Lee Friedlander
[Photographer, b. 1934, Aberdeen, Washington, lives in New York.]

 With a camera like that [a Leica 35mm rangefinder] you don’t believe you’re in the masterpiece business. It’s enough to be able to peck at the world. 
 I suspect it is for one’s self-interest that one looks at one’s surroundings and one’s self. This search is personally born and is indeed my reason and motive for making photographs. The camera is not merely a reflecting pool and the photographs are not exactly the mirror, mirror on the wall that speaks with a twisted tongue. Witness is borne and puzzles come together at the photographic moment which is very simple and complete. The mind-finger presses the release on the silly machine and it stops time and holds what its jaws can encompass and what the light will stain. 

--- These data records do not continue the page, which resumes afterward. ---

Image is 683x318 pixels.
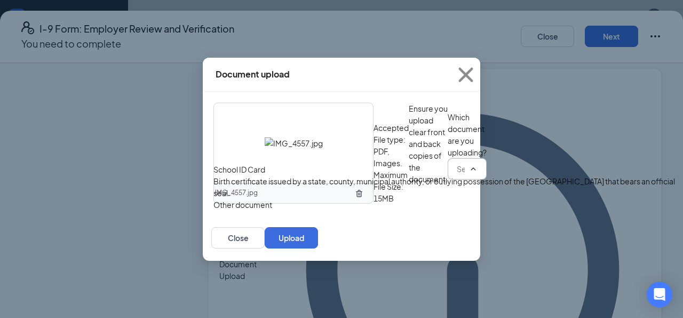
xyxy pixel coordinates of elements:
[374,122,409,204] span: Accepted File type: PDF, Images. Maximum File Size: 15MB
[452,58,480,92] button: Close
[647,281,672,307] div: Open Intercom Messenger
[265,227,318,248] button: Upload
[213,199,272,210] div: Other document
[213,175,683,199] div: Birth certificate issued by a state, county, municipal authority, or outlying possession of the [...
[409,102,448,204] span: Ensure you upload clear front and back copies of the document.
[265,137,323,149] img: IMG_4557.jpg
[211,227,265,248] button: Close
[213,163,265,175] div: School ID Card
[216,68,290,80] div: Document upload
[448,111,487,158] span: Which document are you uploading?
[452,60,480,89] svg: Cross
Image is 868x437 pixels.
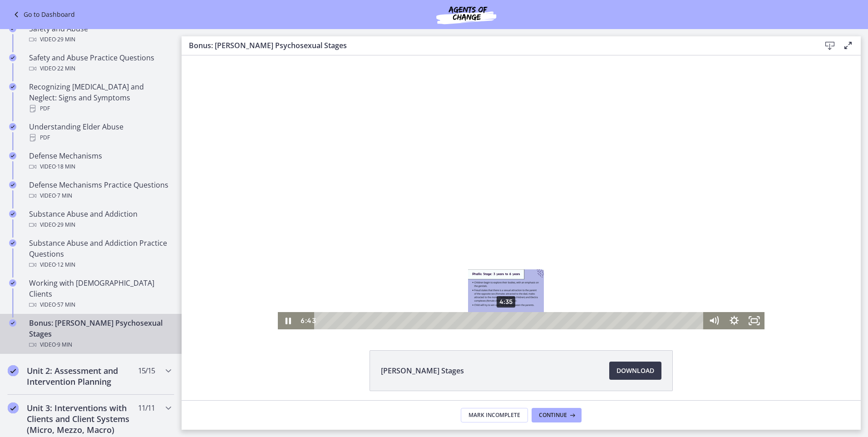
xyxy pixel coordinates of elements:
[29,300,171,310] div: Video
[29,122,171,143] div: Understanding Elder Abuse
[29,23,171,45] div: Safety and Abuse
[138,403,155,414] span: 11 / 11
[29,63,171,74] div: Video
[617,365,654,377] span: Download
[563,257,583,274] button: Fullscreen
[189,40,806,51] h3: Bonus: [PERSON_NAME] Psychosexual Stages
[29,132,171,143] div: PDF
[182,55,861,330] iframe: Video Lesson
[29,318,171,350] div: Bonus: [PERSON_NAME] Psychosexual Stages
[29,34,171,45] div: Video
[11,9,75,20] a: Go to Dashboard
[29,103,171,114] div: PDF
[609,362,662,380] a: Download
[29,219,171,230] div: Video
[27,365,138,387] h2: Unit 2: Assessment and Intervention Planning
[29,277,171,310] div: Working with [DEMOGRAPHIC_DATA] Clients
[9,84,16,90] i: Completed
[532,408,582,423] button: Continue
[542,257,563,274] button: Show settings menu
[56,63,75,74] span: · 22 min
[29,161,171,172] div: Video
[29,81,171,114] div: Recognizing [MEDICAL_DATA] and Neglect: Signs and Symptoms
[29,339,171,350] div: Video
[381,365,464,377] span: [PERSON_NAME] Stages
[7,403,19,414] i: Completed
[9,123,16,131] i: Completed
[9,54,16,61] i: Completed
[56,190,72,201] span: · 7 min
[9,239,16,247] i: Completed
[7,365,19,377] i: Completed
[522,257,542,274] button: Mute
[9,181,16,189] i: Completed
[29,209,171,230] div: Substance Abuse and Addiction
[9,210,16,218] i: Completed
[412,4,521,25] img: Agents of Change
[56,34,75,45] span: · 29 min
[29,190,171,201] div: Video
[56,219,75,230] span: · 29 min
[27,403,138,436] h2: Unit 3: Interventions with Clients and Client Systems (Micro, Mezzo, Macro)
[29,238,171,271] div: Substance Abuse and Addiction Practice Questions
[29,151,171,172] div: Defense Mechanisms
[461,408,528,423] button: Mark Incomplete
[9,319,16,327] i: Completed
[56,260,75,271] span: · 12 min
[29,260,171,271] div: Video
[469,412,520,419] span: Mark Incomplete
[29,180,171,201] div: Defense Mechanisms Practice Questions
[9,152,16,160] i: Completed
[138,365,155,377] span: 15 / 15
[29,52,171,74] div: Safety and Abuse Practice Questions
[56,339,72,350] span: · 9 min
[56,161,75,172] span: · 18 min
[56,300,75,310] span: · 57 min
[539,412,567,419] span: Continue
[9,280,16,287] i: Completed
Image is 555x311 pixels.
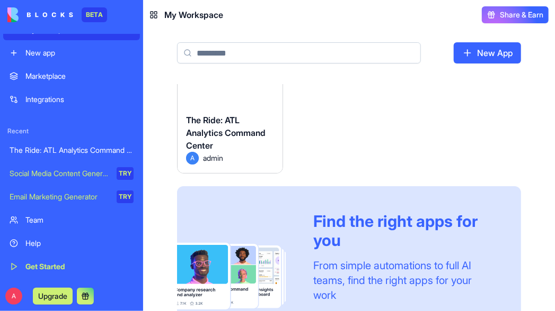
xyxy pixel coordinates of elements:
div: Social Media Content Generator [10,168,109,179]
span: Recent [3,127,140,136]
a: Upgrade [33,291,73,301]
div: BETA [82,7,107,22]
a: New app [3,42,140,64]
a: The Ride: ATL Analytics Command CenterAadmin [177,48,283,174]
span: My Workspace [164,8,223,21]
div: Marketplace [25,71,133,82]
div: Help [25,238,133,249]
span: The Ride: ATL Analytics Command Center [186,115,265,151]
button: Upgrade [33,288,73,305]
a: The Ride: ATL Analytics Command Center [3,140,140,161]
span: Share & Earn [500,10,543,20]
span: A [186,152,199,165]
img: Frame_181_egmpey.png [177,243,297,310]
div: Integrations [25,94,133,105]
a: BETA [7,7,107,22]
a: Get Started [3,256,140,278]
div: New app [25,48,133,58]
button: Share & Earn [482,6,548,23]
a: Marketplace [3,66,140,87]
a: Social Media Content GeneratorTRY [3,163,140,184]
span: admin [203,153,223,164]
div: TRY [117,191,133,203]
a: Email Marketing GeneratorTRY [3,186,140,208]
a: Integrations [3,89,140,110]
div: Email Marketing Generator [10,192,109,202]
div: Find the right apps for you [314,212,495,250]
div: Get Started [25,262,133,272]
div: Team [25,215,133,226]
a: New App [453,42,521,64]
a: Team [3,210,140,231]
span: A [5,288,22,305]
a: Help [3,233,140,254]
div: The Ride: ATL Analytics Command Center [10,145,133,156]
img: logo [7,7,73,22]
div: TRY [117,167,133,180]
div: From simple automations to full AI teams, find the right apps for your work [314,259,495,303]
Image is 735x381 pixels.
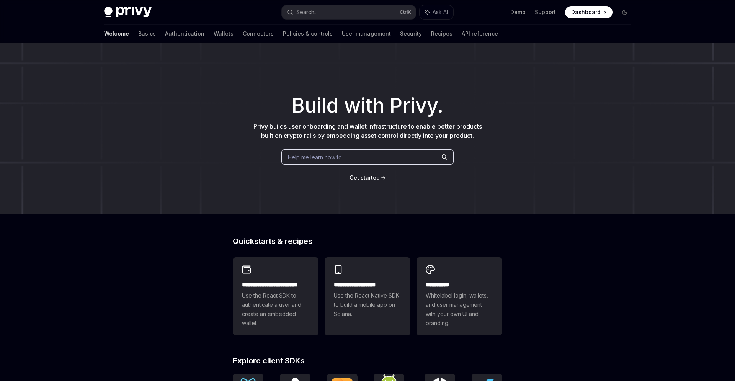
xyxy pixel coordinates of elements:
a: **** *****Whitelabel login, wallets, and user management with your own UI and branding. [417,257,502,335]
span: Whitelabel login, wallets, and user management with your own UI and branding. [426,291,493,328]
a: Policies & controls [283,25,333,43]
a: Get started [350,174,380,181]
a: Support [535,8,556,16]
a: Connectors [243,25,274,43]
img: dark logo [104,7,152,18]
span: Help me learn how to… [288,153,346,161]
button: Search...CtrlK [282,5,416,19]
a: Wallets [214,25,234,43]
a: Recipes [431,25,453,43]
a: Demo [510,8,526,16]
span: Ctrl K [400,9,411,15]
a: Welcome [104,25,129,43]
button: Toggle dark mode [619,6,631,18]
span: Dashboard [571,8,601,16]
span: Use the React SDK to authenticate a user and create an embedded wallet. [242,291,309,328]
a: Authentication [165,25,204,43]
a: **** **** **** ***Use the React Native SDK to build a mobile app on Solana. [325,257,410,335]
span: Use the React Native SDK to build a mobile app on Solana. [334,291,401,319]
a: Dashboard [565,6,613,18]
a: Basics [138,25,156,43]
span: Quickstarts & recipes [233,237,312,245]
span: Ask AI [433,8,448,16]
a: User management [342,25,391,43]
span: Privy builds user onboarding and wallet infrastructure to enable better products built on crypto ... [253,123,482,139]
a: Security [400,25,422,43]
a: API reference [462,25,498,43]
span: Explore client SDKs [233,357,305,364]
button: Ask AI [420,5,453,19]
div: Search... [296,8,318,17]
span: Build with Privy. [292,99,443,113]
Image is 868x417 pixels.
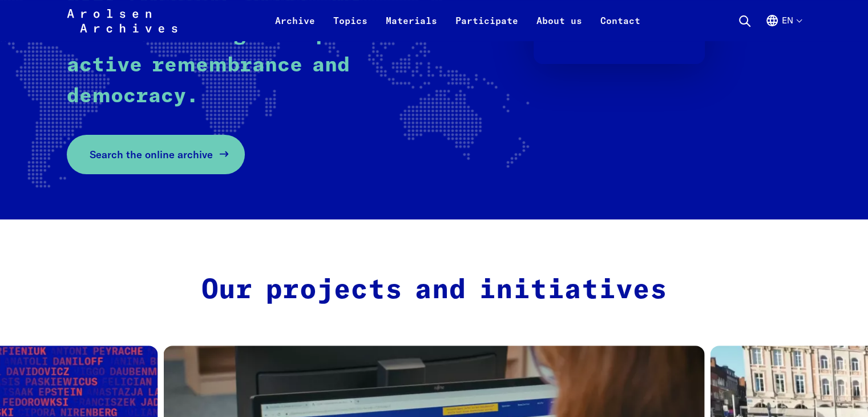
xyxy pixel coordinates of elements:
[377,14,446,41] a: Materials
[324,14,377,41] a: Topics
[766,14,802,41] button: English, language selection
[266,7,649,34] nav: Primary
[446,14,527,41] a: Participate
[591,14,649,41] a: Contact
[90,147,213,162] span: Search the online archive
[66,135,245,174] a: Search the online archive
[527,14,591,41] a: About us
[266,14,324,41] a: Archive
[193,274,676,307] h2: Our projects and initiatives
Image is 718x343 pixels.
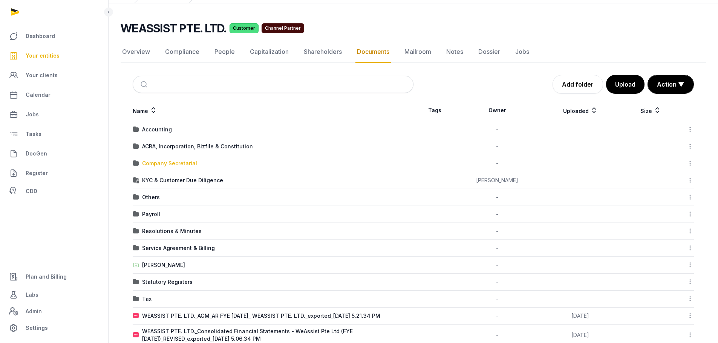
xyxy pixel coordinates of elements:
[26,169,48,178] span: Register
[133,279,139,285] img: folder.svg
[26,110,39,119] span: Jobs
[6,145,102,163] a: DocGen
[456,274,539,291] td: -
[133,127,139,133] img: folder.svg
[133,262,139,268] img: folder-upload.svg
[133,144,139,150] img: folder.svg
[142,279,193,286] div: Statutory Registers
[26,187,37,196] span: CDD
[142,228,202,235] div: Resolutions & Minutes
[6,47,102,65] a: Your entities
[6,106,102,124] a: Jobs
[26,324,48,333] span: Settings
[456,291,539,308] td: -
[133,245,139,251] img: folder.svg
[142,211,160,218] div: Payroll
[571,313,589,319] span: [DATE]
[456,189,539,206] td: -
[133,296,139,302] img: folder.svg
[26,71,58,80] span: Your clients
[6,286,102,304] a: Labs
[121,41,706,63] nav: Tabs
[6,164,102,182] a: Register
[133,194,139,201] img: folder.svg
[26,291,38,300] span: Labs
[262,23,304,33] span: Channel Partner
[133,332,139,338] img: pdf.svg
[302,41,343,63] a: Shareholders
[6,125,102,143] a: Tasks
[6,184,102,199] a: CDD
[142,126,172,133] div: Accounting
[456,257,539,274] td: -
[413,100,456,121] th: Tags
[248,41,290,63] a: Capitalization
[142,312,380,320] div: WEASSIST PTE. LTD._AGM_AR FYE [DATE]_ WEASSIST PTE. LTD._exported_[DATE] 5.21.34 PM
[571,332,589,338] span: [DATE]
[26,273,67,282] span: Plan and Billing
[164,41,201,63] a: Compliance
[6,66,102,84] a: Your clients
[456,121,539,138] td: -
[456,223,539,240] td: -
[26,32,55,41] span: Dashboard
[142,262,185,269] div: [PERSON_NAME]
[26,90,51,100] span: Calendar
[456,100,539,121] th: Owner
[133,211,139,217] img: folder.svg
[456,206,539,223] td: -
[142,194,160,201] div: Others
[514,41,531,63] a: Jobs
[403,41,433,63] a: Mailroom
[136,76,154,93] button: Submit
[142,245,215,252] div: Service Agreement & Billing
[142,328,413,343] div: WEASSIST PTE. LTD._Consolidated Financial Statements - WeAssist Pte Ltd (FYE [DATE])_REVISED_expo...
[648,75,694,93] button: Action ▼
[142,143,253,150] div: ACRA, Incorporation, Bizfile & Constitution
[230,23,259,33] span: Customer
[622,100,680,121] th: Size
[133,313,139,319] img: pdf.svg
[121,41,152,63] a: Overview
[456,308,539,325] td: -
[606,75,645,94] button: Upload
[133,161,139,167] img: folder.svg
[133,228,139,234] img: folder.svg
[6,319,102,337] a: Settings
[213,41,236,63] a: People
[26,307,42,316] span: Admin
[26,149,47,158] span: DocGen
[456,138,539,155] td: -
[142,160,197,167] div: Company Secretarial
[538,100,622,121] th: Uploaded
[133,178,139,184] img: folder-locked-icon.svg
[133,100,413,121] th: Name
[456,172,539,189] td: [PERSON_NAME]
[6,86,102,104] a: Calendar
[477,41,502,63] a: Dossier
[445,41,465,63] a: Notes
[456,240,539,257] td: -
[26,51,60,60] span: Your entities
[355,41,391,63] a: Documents
[6,268,102,286] a: Plan and Billing
[26,130,41,139] span: Tasks
[6,27,102,45] a: Dashboard
[553,75,603,94] a: Add folder
[142,296,152,303] div: Tax
[142,177,223,184] div: KYC & Customer Due Diligence
[456,155,539,172] td: -
[6,304,102,319] a: Admin
[121,21,227,35] h2: WEASSIST PTE. LTD.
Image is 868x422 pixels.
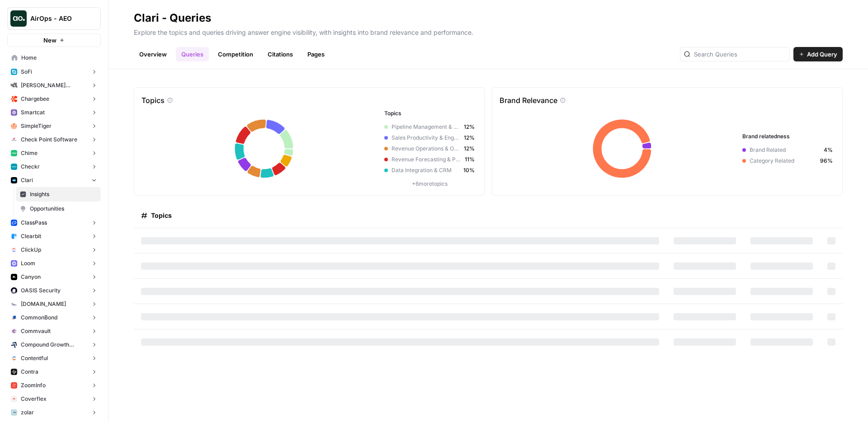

 I only wanted Uncle Vern standing by his new car (a Hudson) on a clear day. I got him and the car. I also got a bit of Aunt Mary’s laundry and Beau Jack, the dog, peeing on a fence, and a row of potted tuberous begonias on the porch and seventy-eight trees and a million pebbles in the driveway and more. It’s a generous medium, photography. 
 The world makes up my pictures, not me. 
 [Garry Winogrand] was a bull of a man and the world his china shop. 
 I’m not a premeditative photographer. I see a picture and I make it. If I had a chance, I’d be out shooting all the time. You don’t have to go looking for pictures. The material is generous. You go out and the pictures are staring at you. 
 I always wanted to be a photographer. I was fascinated with the materials. But I never dreamed I would be having this much fun. I imagined something much less elusive, much more mundane. 
 At first, my presence in my photos was fascinating and disturbing. But as time passed and I was more a part of other ideas in my photos, I was able to add a giggle to those feelings.